The Death of Ivan Ilych: Read Feb 09, 2013

As I started reading this I assumed the story would be about everyone’s reaction to the death of their ‘friend’. Tolstoy does such a great job of highlighting the selfishness of people and how wrapped up they can be even in the death of their ‘friend’ that I figured he would carry that thru-line all the way to the end.

And that’s what he did, only by backtracking and giving us a look at Ivan through the course of his life and miserable death.

Tolstoy really had it in for the ‘middle-class’ in this story. He saw them as unimaginative, hangers-on, helpless, and in love with the little power that they were allowed to possess. He sees their dreams as mundane, their routines little more than rat-like, and their fate horrible. In fact, were this story not conceived and written by a great master of literature, I could easily see a similar theme being explored by a teenager in high-school; such is the disdain for (the 19th Russian equivalent of) ‘suburbia’.

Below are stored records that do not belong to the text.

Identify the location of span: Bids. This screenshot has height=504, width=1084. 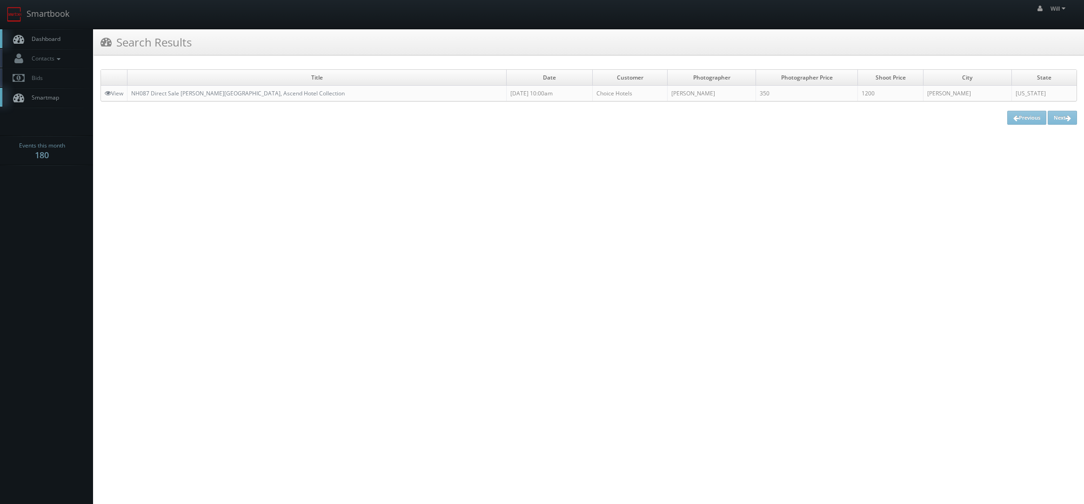
(35, 78).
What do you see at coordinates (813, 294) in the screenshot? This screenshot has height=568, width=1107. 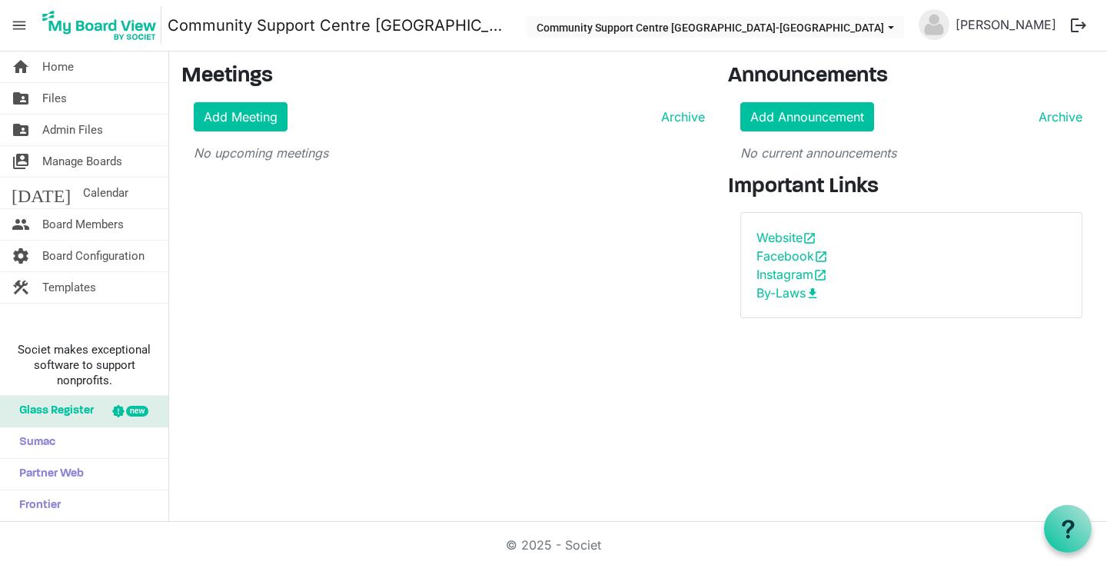 I see `span: download` at bounding box center [813, 294].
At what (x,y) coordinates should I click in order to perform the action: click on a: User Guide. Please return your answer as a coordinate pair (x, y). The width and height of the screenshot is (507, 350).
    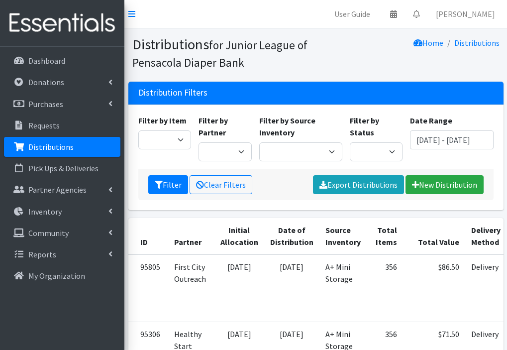
    Looking at the image, I should click on (352, 14).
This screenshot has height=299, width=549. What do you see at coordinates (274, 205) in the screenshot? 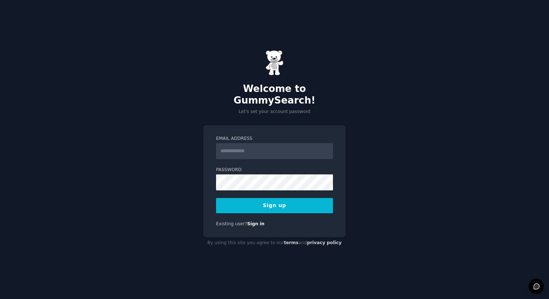
I see `button: Sign up` at bounding box center [274, 205].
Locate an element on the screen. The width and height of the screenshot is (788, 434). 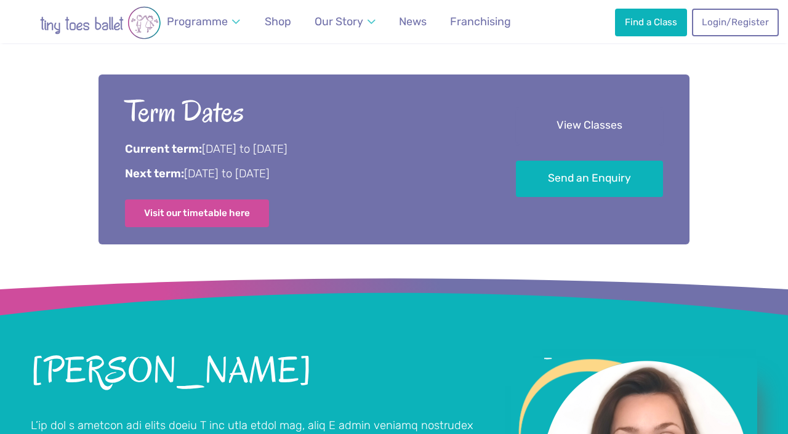
a: Franchising is located at coordinates (480, 22).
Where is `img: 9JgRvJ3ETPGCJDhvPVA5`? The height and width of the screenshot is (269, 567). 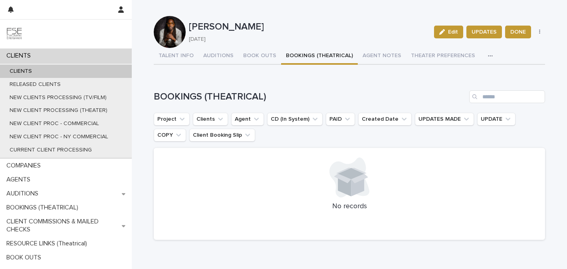
img: 9JgRvJ3ETPGCJDhvPVA5 is located at coordinates (14, 34).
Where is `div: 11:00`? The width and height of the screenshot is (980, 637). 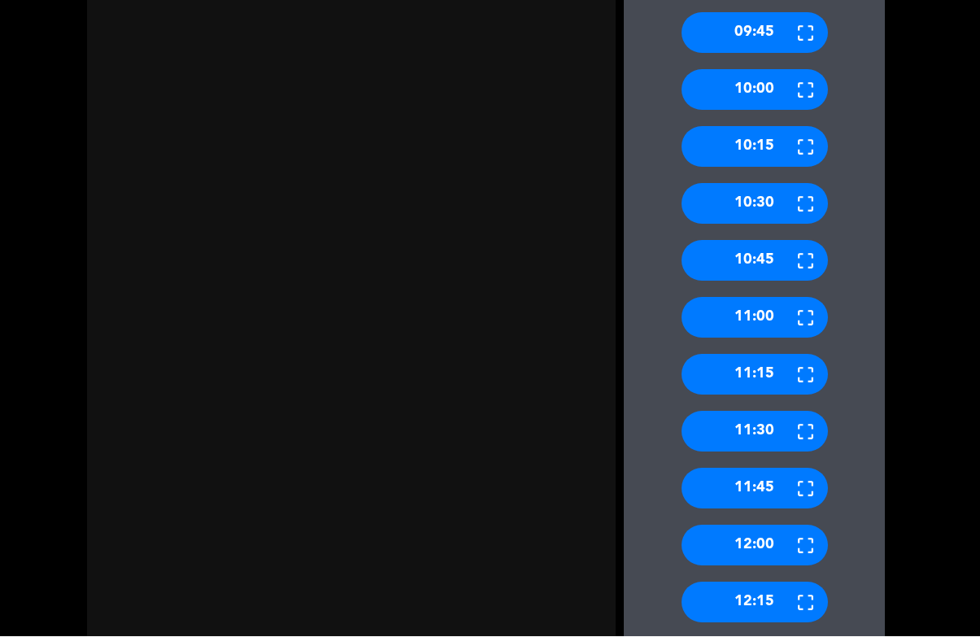
div: 11:00 is located at coordinates (755, 318).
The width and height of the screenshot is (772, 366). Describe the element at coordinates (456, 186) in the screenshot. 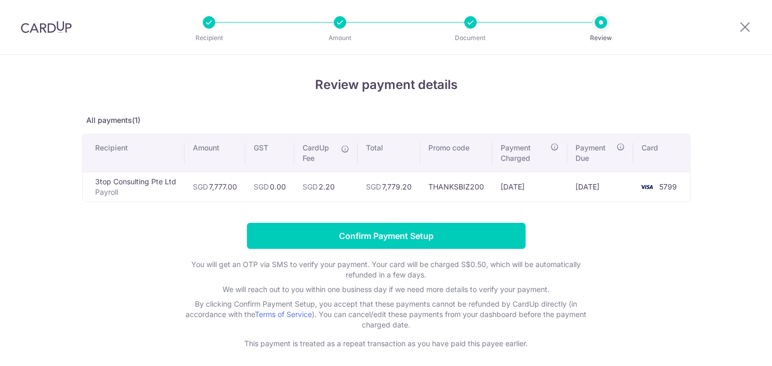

Luckily, we’re instead treated to a masterpiece of well thought-out and brilliantly realized storytelling.

The death scene is something that is remarkable and terrifying that I actually felt a little closer to understanding what death could be like just from reading this. Anyone who reads this and does not question their own mortality and the point of their own existence should get their wandering kidneys examined.